Speaking up: social interaction, disclosure, and meaning-making by youth born of conflict-related sexual violence in Rwanda
Children born of wartime rape have long been invisible, ostracised, and silenced. This predicament explains blind spots in transitional justice discussions and practice that have neglected, until recently, both their victimhood and agency.
Our Professor in Global Politics Denisa Kostovicova has co-authored a new paper in the Journal of Human Rights Practice with Professor Myriam Denov, which analyses how children born of war time rape in Rwanda disclose harms in social interaction to find agency in the self through novel analysis of discourse in transitional justice pioneered by the Justice Interactions and Peacebuilding (JUSTINT) project.

Abstract
"Children born of wartime rape have long been invisible, ostracized, and silenced. This predicament explains blind spots in transitional justice discussions and practice that have neglected, until recently, both their victimhood and agency. Explanations range from (the lack of) international protective norms, persistent stigma in their local societies and communities, and children’s de-agentification owing to them being perceived through their mothers rather than as actors in their own right. Arguably, the inability of these children to articulate their many familial and community challenges has contributed to their exclusion from mainstream discourses and civic participation. Drawing on focus group data with a sample of youth born of conflict-related sexual violence during Rwanda’s genocide against the Tutsi, we analyse how their concerns are made visible in an interactional environment of a peer-led focus group. We highlight the role of fellow youth as moderators and treat focus group data as interactional data where meaning is co-created through social interaction. Applying conversation analysis, which focuses on how speakers interact with each other, and thematic analysis, which examines the content thus produced, we reveal how the youth ‘speak up’ disclosing intimate harms, navigate a sense of groupness and individuality, and find agency in the self."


EXERCISE GOAL: All entries are to be transcribed verbatim, but images are not carried over.

RECORDS SHOWN:
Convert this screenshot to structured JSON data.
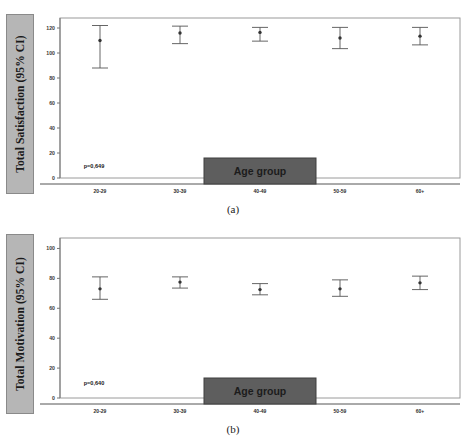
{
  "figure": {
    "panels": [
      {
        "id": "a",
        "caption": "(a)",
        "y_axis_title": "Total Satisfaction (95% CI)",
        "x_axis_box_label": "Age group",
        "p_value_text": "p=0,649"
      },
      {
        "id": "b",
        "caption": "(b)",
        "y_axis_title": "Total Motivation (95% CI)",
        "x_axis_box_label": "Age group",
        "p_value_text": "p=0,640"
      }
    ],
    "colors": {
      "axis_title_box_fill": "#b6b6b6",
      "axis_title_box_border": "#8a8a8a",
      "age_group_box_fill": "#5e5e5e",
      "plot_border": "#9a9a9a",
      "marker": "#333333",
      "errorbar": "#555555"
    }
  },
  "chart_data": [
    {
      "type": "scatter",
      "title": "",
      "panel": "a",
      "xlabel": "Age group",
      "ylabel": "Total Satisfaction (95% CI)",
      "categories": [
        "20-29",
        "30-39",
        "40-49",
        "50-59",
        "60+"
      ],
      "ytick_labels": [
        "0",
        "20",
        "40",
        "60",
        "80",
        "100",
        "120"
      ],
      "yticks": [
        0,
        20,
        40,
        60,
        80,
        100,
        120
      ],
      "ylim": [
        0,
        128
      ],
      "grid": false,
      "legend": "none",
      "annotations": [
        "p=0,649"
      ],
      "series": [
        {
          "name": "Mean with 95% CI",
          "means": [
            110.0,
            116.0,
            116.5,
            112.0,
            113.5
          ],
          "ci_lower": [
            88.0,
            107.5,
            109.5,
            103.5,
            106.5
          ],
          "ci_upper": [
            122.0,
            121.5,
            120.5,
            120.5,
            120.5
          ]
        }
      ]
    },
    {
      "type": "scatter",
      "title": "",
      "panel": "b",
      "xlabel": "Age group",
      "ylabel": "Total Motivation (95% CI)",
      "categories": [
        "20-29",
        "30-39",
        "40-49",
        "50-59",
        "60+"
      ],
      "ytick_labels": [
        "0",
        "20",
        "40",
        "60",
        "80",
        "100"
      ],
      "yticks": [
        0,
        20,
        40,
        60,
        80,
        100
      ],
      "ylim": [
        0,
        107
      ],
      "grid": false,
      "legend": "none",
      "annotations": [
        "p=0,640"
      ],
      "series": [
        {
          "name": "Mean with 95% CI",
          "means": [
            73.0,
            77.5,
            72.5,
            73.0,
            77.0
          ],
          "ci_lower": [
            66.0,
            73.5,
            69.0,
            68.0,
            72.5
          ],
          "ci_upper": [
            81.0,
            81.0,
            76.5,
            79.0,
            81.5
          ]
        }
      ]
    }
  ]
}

YOUR SOLUTION:
Convert this screenshot to structured JSON data.
{
  "figure": {
    "panels": [
      {
        "id": "a",
        "caption": "(a)",
        "y_axis_title": "Total Satisfaction (95% CI)",
        "x_axis_box_label": "Age group",
        "p_value_text": "p=0,649"
      },
      {
        "id": "b",
        "caption": "(b)",
        "y_axis_title": "Total Motivation (95% CI)",
        "x_axis_box_label": "Age group",
        "p_value_text": "p=0,640"
      }
    ],
    "colors": {
      "axis_title_box_fill": "#b6b6b6",
      "axis_title_box_border": "#8a8a8a",
      "age_group_box_fill": "#5e5e5e",
      "plot_border": "#9a9a9a",
      "marker": "#333333",
      "errorbar": "#555555"
    }
  },
  "chart_data": [
    {
      "type": "scatter",
      "title": "",
      "panel": "a",
      "xlabel": "Age group",
      "ylabel": "Total Satisfaction (95% CI)",
      "categories": [
        "20-29",
        "30-39",
        "40-49",
        "50-59",
        "60+"
      ],
      "ytick_labels": [
        "0",
        "20",
        "40",
        "60",
        "80",
        "100",
        "120"
      ],
      "yticks": [
        0,
        20,
        40,
        60,
        80,
        100,
        120
      ],
      "ylim": [
        0,
        128
      ],
      "grid": false,
      "legend": "none",
      "annotations": [
        "p=0,649"
      ],
      "series": [
        {
          "name": "Mean with 95% CI",
          "means": [
            110.0,
            116.0,
            116.5,
            112.0,
            113.5
          ],
          "ci_lower": [
            88.0,
            107.5,
            109.5,
            103.5,
            106.5
          ],
          "ci_upper": [
            122.0,
            121.5,
            120.5,
            120.5,
            120.5
          ]
        }
      ]
    },
    {
      "type": "scatter",
      "title": "",
      "panel": "b",
      "xlabel": "Age group",
      "ylabel": "Total Motivation (95% CI)",
      "categories": [
        "20-29",
        "30-39",
        "40-49",
        "50-59",
        "60+"
      ],
      "ytick_labels": [
        "0",
        "20",
        "40",
        "60",
        "80",
        "100"
      ],
      "yticks": [
        0,
        20,
        40,
        60,
        80,
        100
      ],
      "ylim": [
        0,
        107
      ],
      "grid": false,
      "legend": "none",
      "annotations": [
        "p=0,640"
      ],
      "series": [
        {
          "name": "Mean with 95% CI",
          "means": [
            73.0,
            77.5,
            72.5,
            73.0,
            77.0
          ],
          "ci_lower": [
            66.0,
            73.5,
            69.0,
            68.0,
            72.5
          ],
          "ci_upper": [
            81.0,
            81.0,
            76.5,
            79.0,
            81.5
          ]
        }
      ]
    }
  ]
}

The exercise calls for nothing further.